Anyway, this is what I happen to like in horror fiction:

Small-town settings in which I get to know the townspeople, both the good, the bad, and the ugly. For this reason alone, I’m a sucker for most of Stephen King’s novels. Most of them, from 'Salem's Lot to Under the Dome, are set in small towns that are peopled by the good, the bad, and the ugly. Part of the appeal here, granted, is the sense of community that such settings entail.

Isolated settings, such as caves, desert wastelands, islands, mountaintops, space, swamps, where characters are cut off from civilization and culture and must survive and thrive or die on their own, without assistance, by their wits and other personal resources. Many are the examples of such novels and screenplays, but Alien, The Shining, The Descent, Desperation, and The Island of Dr. Moreau, are some of the ones that come readily to mind.

Total institutions as settings. Camps, hospitals, military installations, nursing homes, prisons, resorts, spaceships, and other worlds unto themselves are examples of such settings, and Sleepaway Camp, Coma, The Green Mile, and Aliens are some of the novels or films that take place in such settings.

Anecdotal scenes--in other words, short scenes that showcase a character--usually, an unusual, even eccentric, character. Both Dean Koontz and the dynamic duo, Douglas Preston and Lincoln Child, excel at this, so I keep reading their series (although Koontz’s canine companions frequently--indeed, almost always--annoy, as does his relentless optimism).
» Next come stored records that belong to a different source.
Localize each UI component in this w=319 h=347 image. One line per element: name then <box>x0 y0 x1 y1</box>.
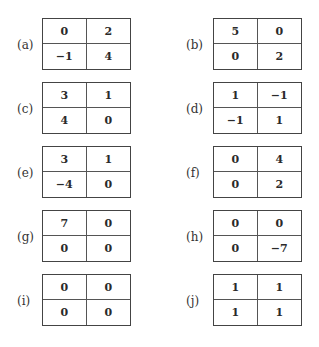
payoff-matrix: 000−7 <box>213 210 302 262</box>
matrix-cell: 4 <box>258 147 302 172</box>
matrix-item: (f)0402 <box>0 146 319 200</box>
matrix-cell: 0 <box>214 172 258 197</box>
matrix-label: (h) <box>186 210 203 264</box>
matrix-item: (h)000−7 <box>0 210 319 264</box>
matrix-cell: −7 <box>258 236 302 261</box>
matrix-item: (j)1111 <box>0 274 319 328</box>
matrix-cell: 2 <box>258 44 302 69</box>
matrix-cell: 5 <box>214 19 258 44</box>
matrix-cell: 2 <box>258 172 302 197</box>
payoff-matrix: 1−1−11 <box>213 82 302 134</box>
matrix-cell: 0 <box>214 147 258 172</box>
matrix-cell: −1 <box>214 108 258 133</box>
matrix-cell: 0 <box>258 19 302 44</box>
matrix-cell: −1 <box>258 83 302 108</box>
matrix-label: (f) <box>186 146 200 200</box>
matrix-cell: 0 <box>214 44 258 69</box>
matrix-cell: 0 <box>214 236 258 261</box>
payoff-matrix: 1111 <box>213 274 302 326</box>
matrix-cell: 1 <box>258 300 302 325</box>
matrix-cell: 1 <box>258 275 302 300</box>
matrix-item: (b)5002 <box>0 18 319 72</box>
matrix-cell: 0 <box>214 211 258 236</box>
matrix-item: (d)1−1−11 <box>0 82 319 136</box>
matrix-cell: 1 <box>214 275 258 300</box>
payoff-matrix: 0402 <box>213 146 302 198</box>
matrix-cell: 1 <box>214 300 258 325</box>
matrix-cell: 0 <box>258 211 302 236</box>
matrix-label: (d) <box>186 82 203 136</box>
matrix-label: (b) <box>186 18 203 72</box>
matrix-cell: 1 <box>258 108 302 133</box>
matrix-label: (j) <box>186 274 199 328</box>
payoff-matrix: 5002 <box>213 18 302 70</box>
matrix-cell: 1 <box>214 83 258 108</box>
Atmosphere, mood, and tone. Here, King is king, but so is Bentley Little. In the use of description to terrorize and horrify, both are masters of the craft.
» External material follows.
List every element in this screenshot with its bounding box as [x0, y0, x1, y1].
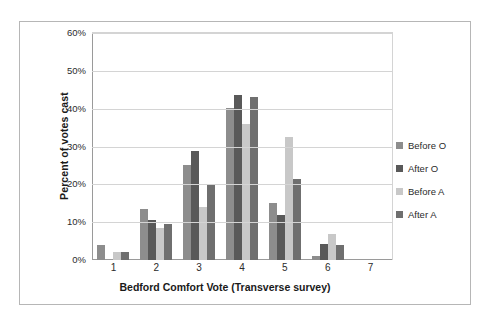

A bit of erotica (okay, okay, sex--are you satisfied?), often of the unusual variety. Sex sells, and, yes, sex whets my reader’s appetite. Bentley Little is the go-to guy for this spicy ingredient, although Koontz has done a bit of seasoning with this spice, too, in such novels as Lightning and Demon Seed (and, some say, Hung).

Believable characters. Stephen King, Douglas Preston and Lincoln Child, and Dan Simmons are great at creating characters that stick to readers’ ribs.

Innovation. Bram Stoker demonstrates it, especially in his short story “Dracula’s Guest,” as does H. P. Lovecraft, Edgar Allan Poe, Shirley Jackson, and a host of other, mostly classical, horror novelists and short story writers. For an example, check out my post on Stoker’s story, which is a real stoker, to be sure. Stephen King shows innovation, too, in ‘Salem’s Lot, The Shining, It, and other novels. One might even argue that Dean Koontz’s something-for-everyone, cross-genre writing is innovative; he seems to have been one of the first, if not the first, to pen such tales.

Technique. Check out Frank Peretti’s use of maps and his allusions to the senses in Monster; my post on this very topic is worth a look, if I do say so myself, which, of course, I do. Opening chapters that accomplish a multitude of narrative purposes (not usually all at once, but successively) are attractive, too, and Douglas Preston and Lincoln Child are as good as anyone, and better than many, at this art.

A connective universe--a mythos, if you will, such as both H. P. Lovecraft and Stephen King, and, to a lesser extent, Dean Koontz, Bentley Little, and even Douglas Preston and Lincoln Child have created through the use of recurring settings, characters, themes, and other elements of fiction.

A lack of pretentiousness. Dean Koontz has it, as do Douglas Preston and Lincoln Child, Bentley Little, and (to some extent, although he has become condescending and self-indulgent of late, Stephen King); unfortunately, both Dan Simmons and Robert McCammon have become too self-important in their later works, Simmons almost to the point of becoming unreadable. Come on, people, you’re writing about monsters--you should be humble.

Longevity. Writers who have been around for a while usually get better, Stephen King, Dan Simmons, and Robert McCammon excepted.

Pacing. Neither too fast nor too slow. Dean Koontz is good, maybe the best, here, of contemporary horror writers.